Upon his stage-managed release from prison this week, Pete Doherty told the assembled microphone-waving morons of the press that "gangsters and Radio 4" made for the worst part of his stay at her Majesty’s pleasure (and ours, come to think of it) in Wormwood Scrubs. A typically daft comment from Doherty, who, one imagines, was the kind of youth who’d fall asleep to the monotonous tones of the shipping forecast.
Yet of late, Radio 4 has bizarrely started to realign itself for a more populist, younger listenership, albeit one defined by those thrusting producers who left Oxbridge and were able to use daddy’s money to fund months of unpaid work experience with all the other Nicholases and Emilys.
Now it must be admitted that some good has come of this yoof drive: next week, for example, Asher D will be the deserving and interesting subject of John Humphrys’ On The Ropes, which ought introduce the former So Solid Crew rapper to a new audience and, more generally, give the residents of Godalming and Grantham direct insight into an inner-city world they usually encounter only through skewed tabloid reports.
However, Radio 4’s new music-specific output is altogether more hit-and-miss. Recently the station has served up a panel discussion on the merits of Pulp’s ‘Common People’; Mark E Smith on Front Row; Jon Ronson and Robbie Williams on the hunt for UFOs; and Simon Armitage raising his right arm to give the bloated corpse of Ian Curtis a weary flogging. All of these felt entirely out of place, far better suited to 6music or Radios 2 or 3, while Paul Morley’s recent programme about John Cooper Clarke (a great opportunity) was marred by the former’s wearily familiar reminisces on punk and Manchester. At least on the radio you can’t see his jowls.

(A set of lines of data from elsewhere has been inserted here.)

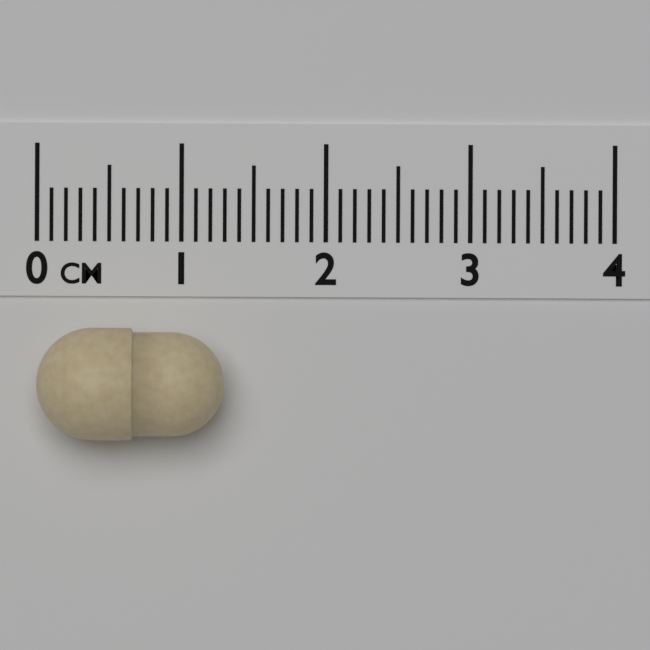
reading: 1.3 cm
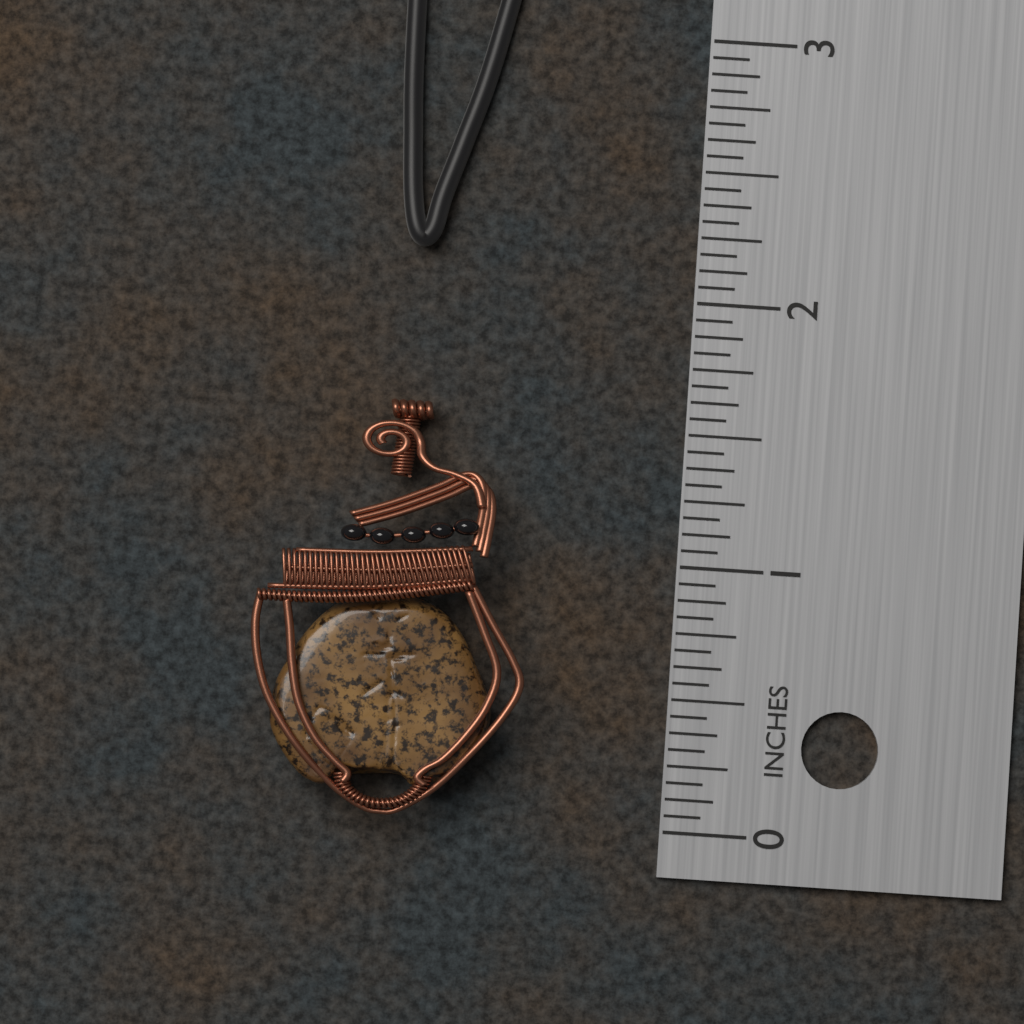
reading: 1.5625 in
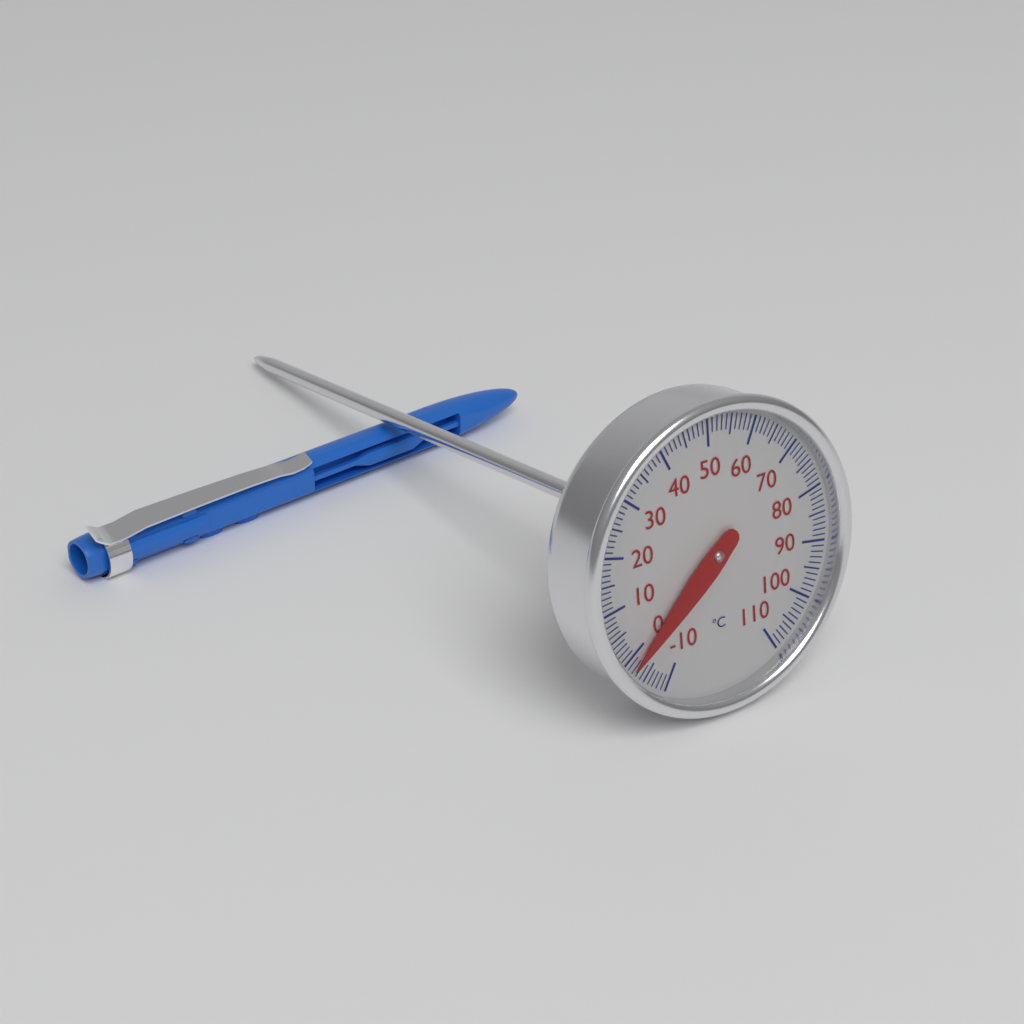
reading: -2 °C
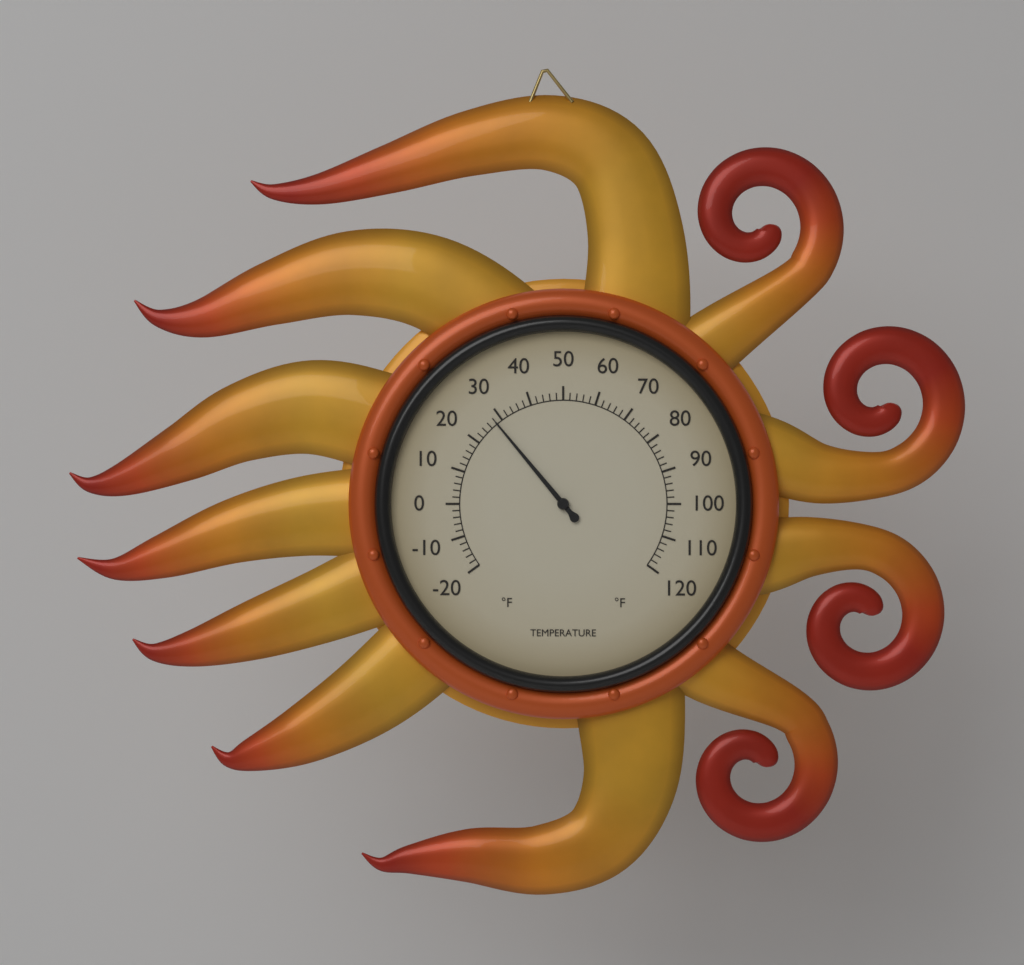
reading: 28 °F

Similarly, a recent special 50th anniversary edition of Sue McGregor’s The Reunion was broadcast from the BFI theatre, the audience laughing uproariously every time one of the cast members, or director Bruce Robinson, hammed a line from his film Withnail & I. It was hard to see the point of the programme – it failed to examine the film as a piece of classic cult cinema and an excoriation of the failed ’60s dream, instead relying heavily on the student cliche of it being one long audiovisual drinking game. To any listener unfamiliar with the film, it would have made little or no sense.
After a brief rant about the pernicious affect Hollywood has on the British film industry, Robinson remarked, "They should get me on Question Time" – and the audience guffawed. Like so much of Radio 4’s output, the youth programmes fall into the trap of fusty in-jokes and self-referential titters.
Radio 4 ought to stick to what it’s good at – hard-hitting news, the shipping forecast, A Book at Bedtime, Just a Minute, the Today programme (itself weakened, post-Hutton and budget cuts), In Our Time, Week in Westminster, Farming Today, I’m Sorry I Haven’t A Clue, Unreliable Evidence, Sandy Toksvig vehicles, The Archers. I’ve been a listener for two decades precisely because Radio 4 doesn’t trouble itself with music and popular culture; it provides a respite and an education, a reminder that there is a world outside vinyl-mining, gigs and pub pontifications. If it were to change too far the other direction, I might well find myself in that most unusual of places: in accord with Pete Doherty.